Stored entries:
------------------------------------
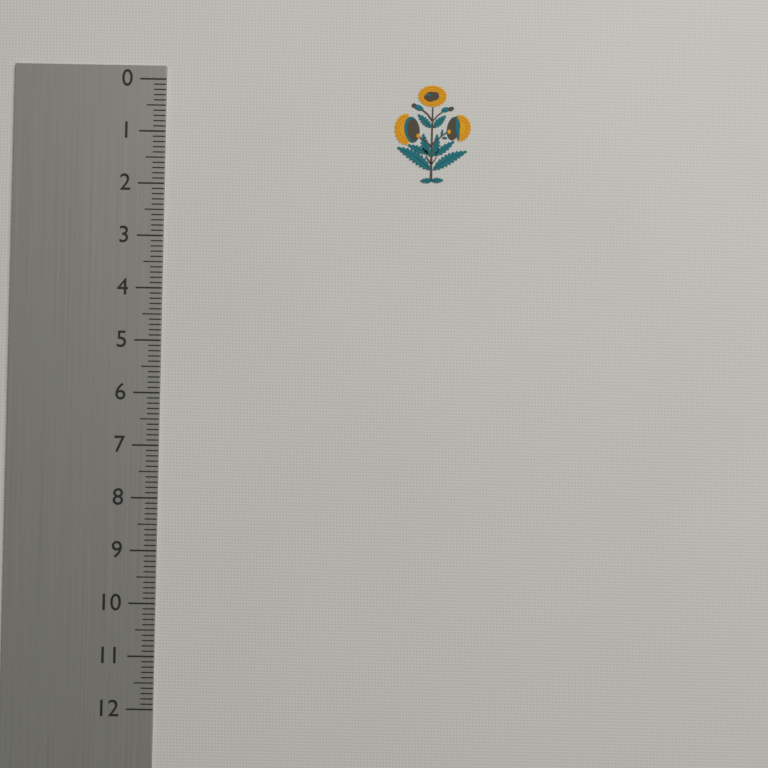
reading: 1.9 (no unit)
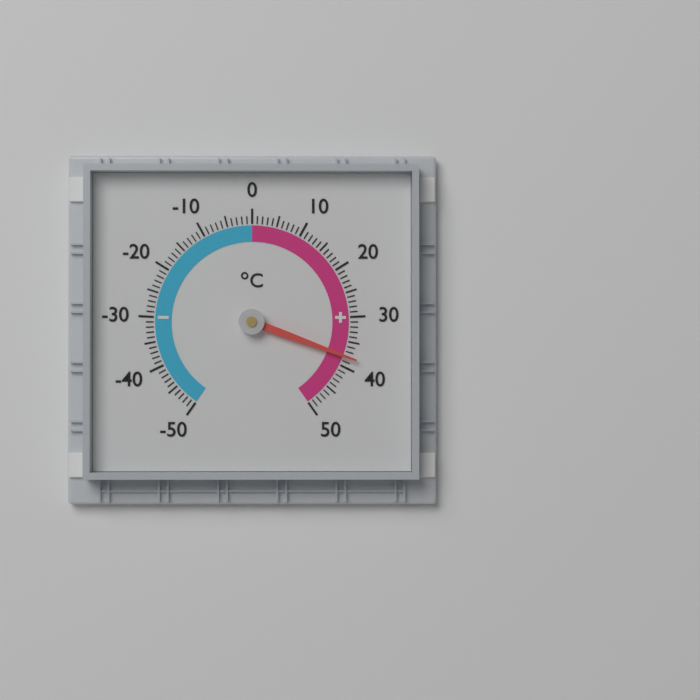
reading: 38 °C
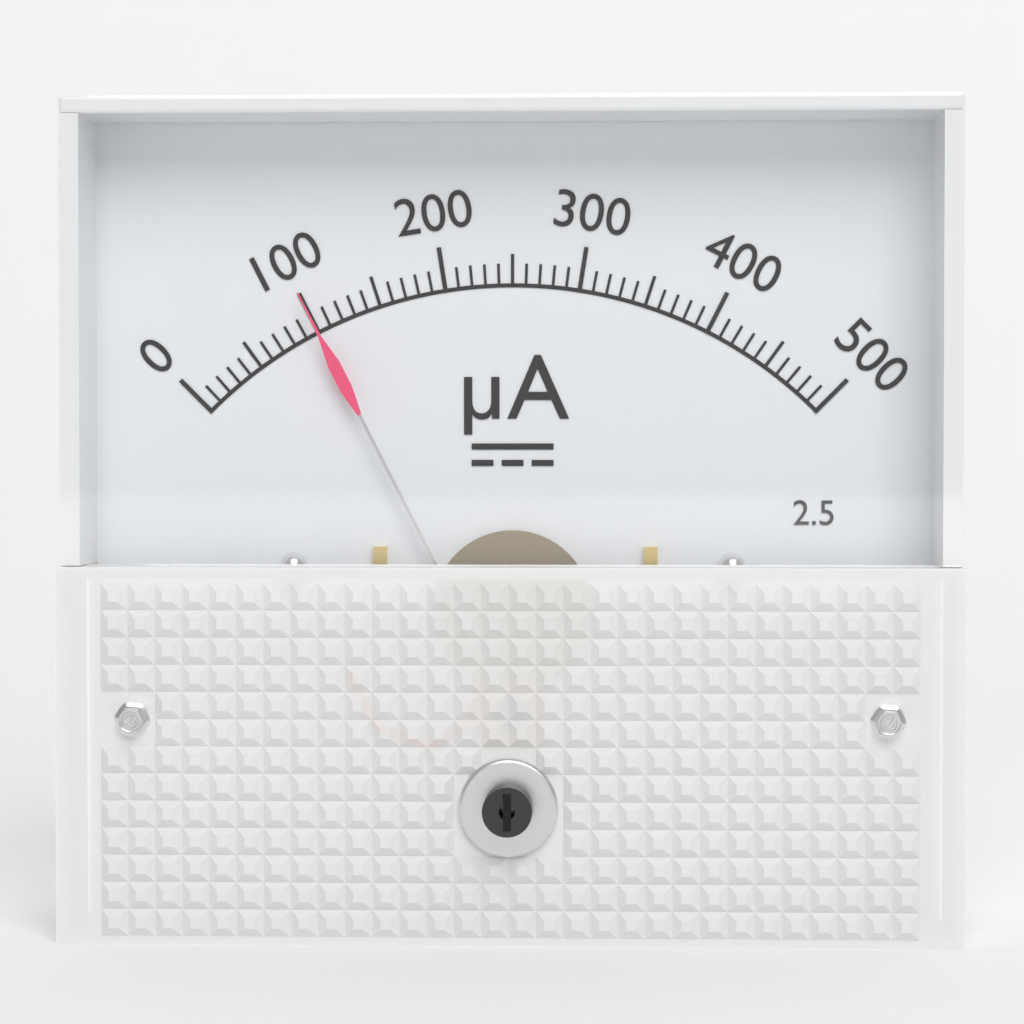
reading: 100 µA
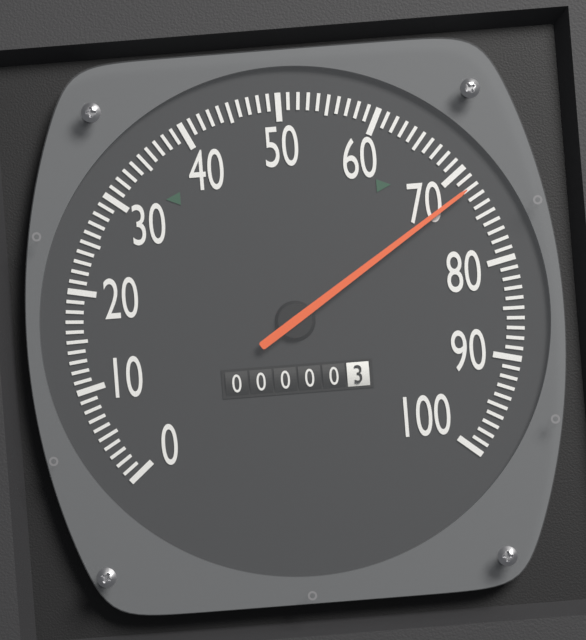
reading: 72 (no unit)
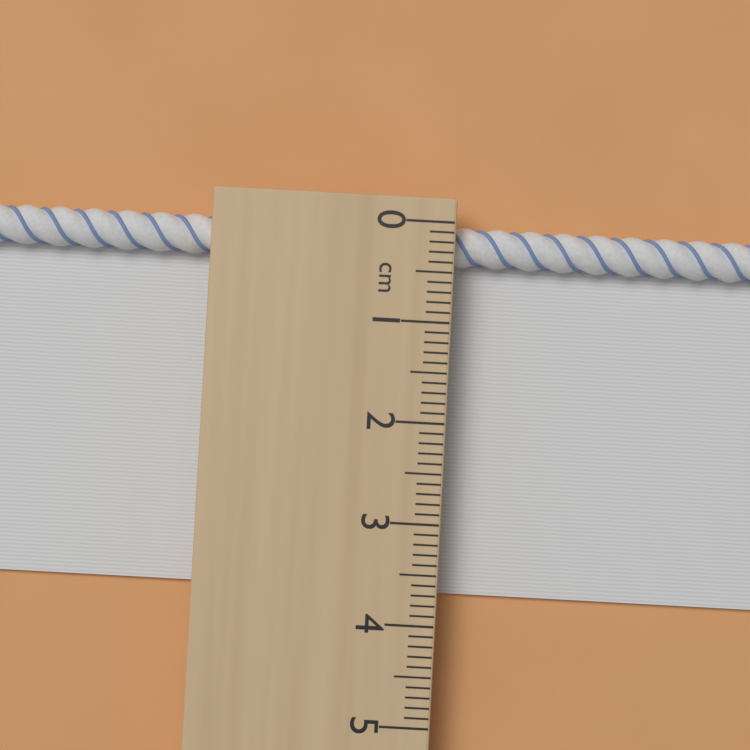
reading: 3.7 cm
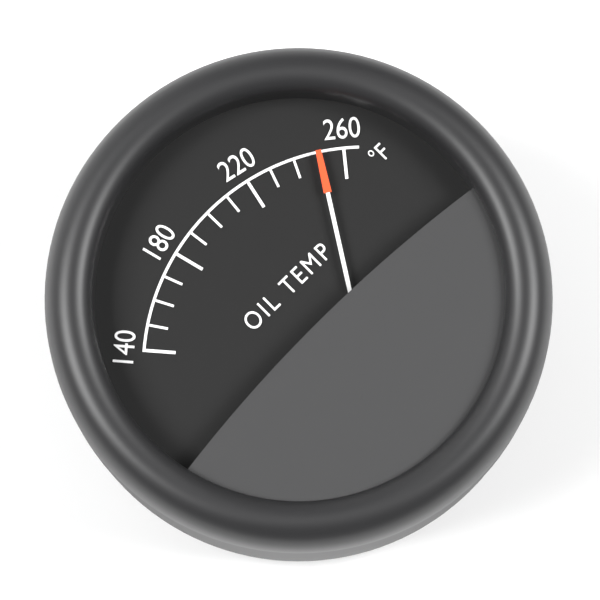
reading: 250 °F
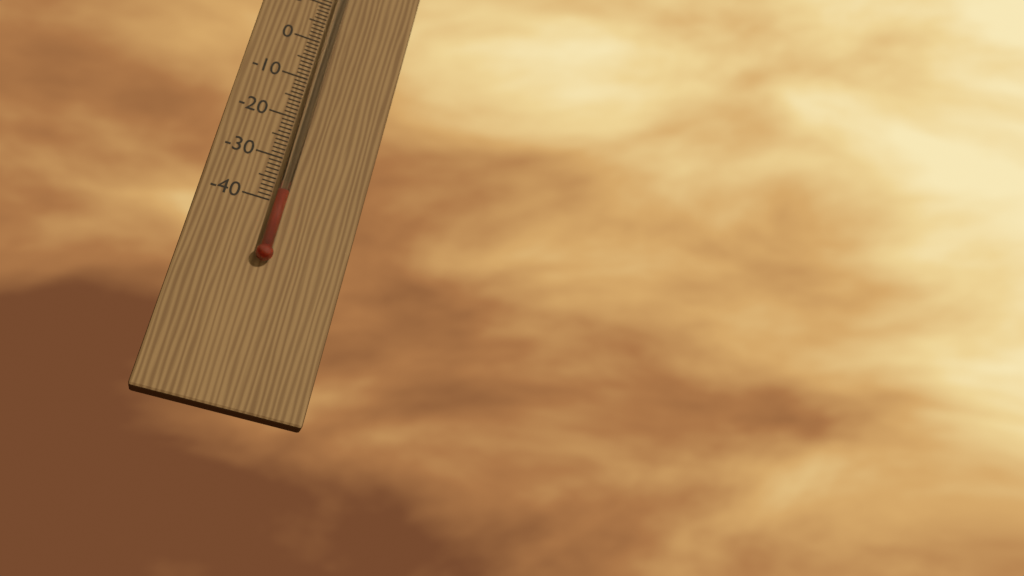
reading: -38 °C
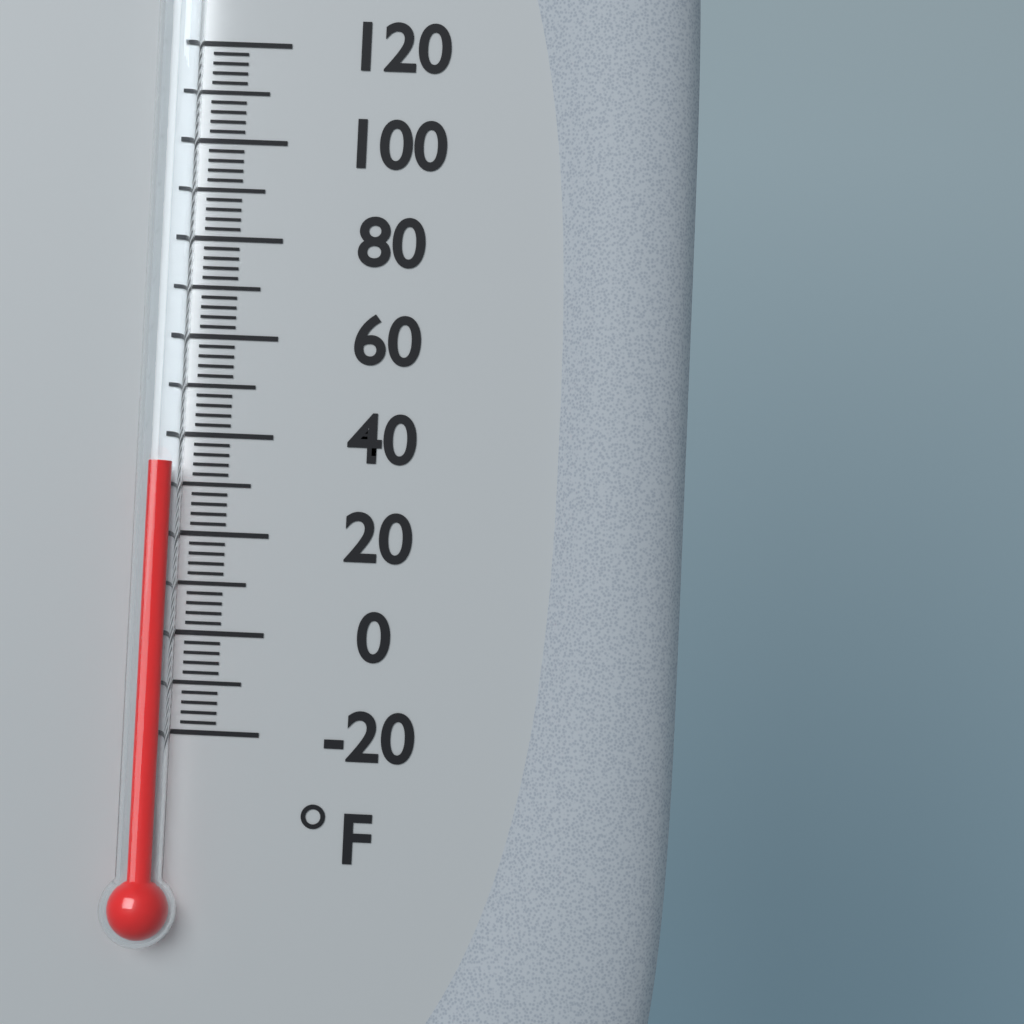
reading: 34 °F
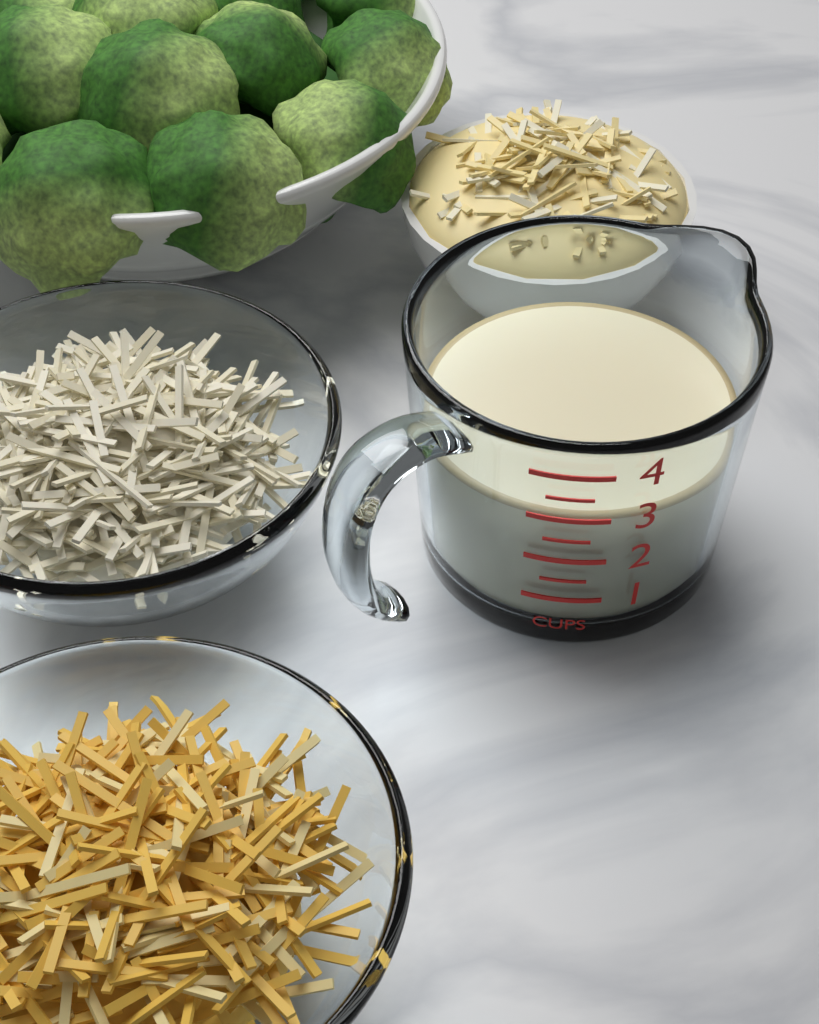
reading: 3.0 cup
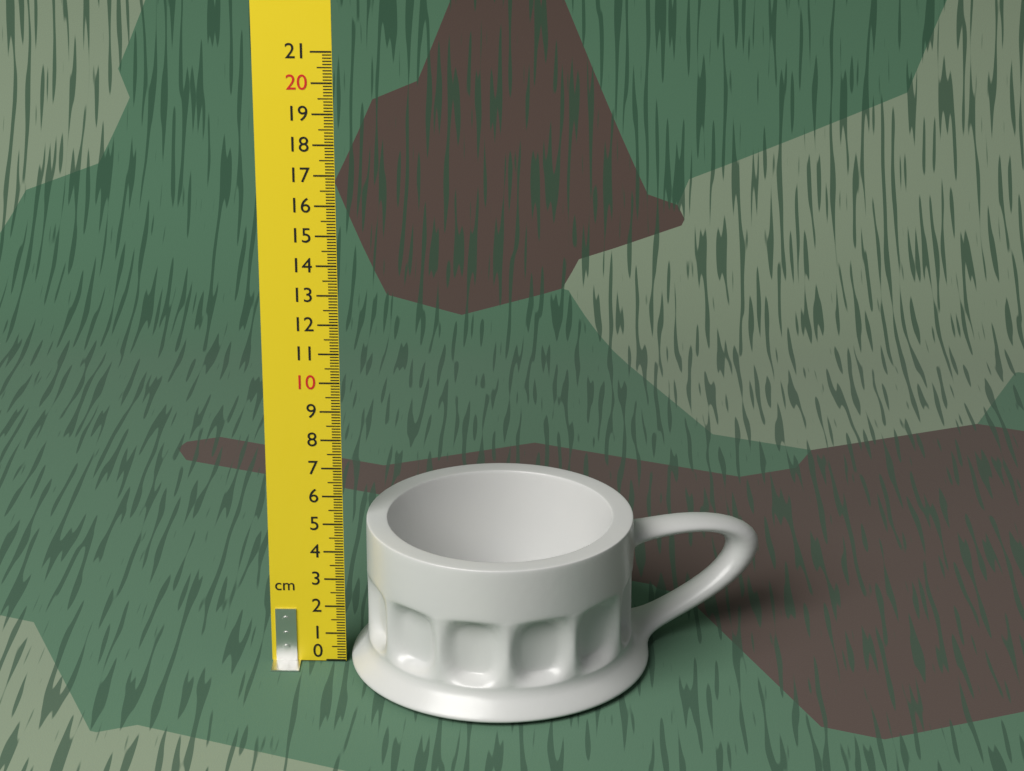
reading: 5.2 cm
------------------------------------
Produce a word-for-word copy of the records, omitting all images.

THE ANSWER:
reading: 1.9 (no unit)
reading: 38 °C
reading: 100 µA
reading: 72 (no unit)
reading: 3.7 cm
reading: 250 °F
reading: -38 °C
reading: 34 °F
reading: 3.0 cup
reading: 5.2 cm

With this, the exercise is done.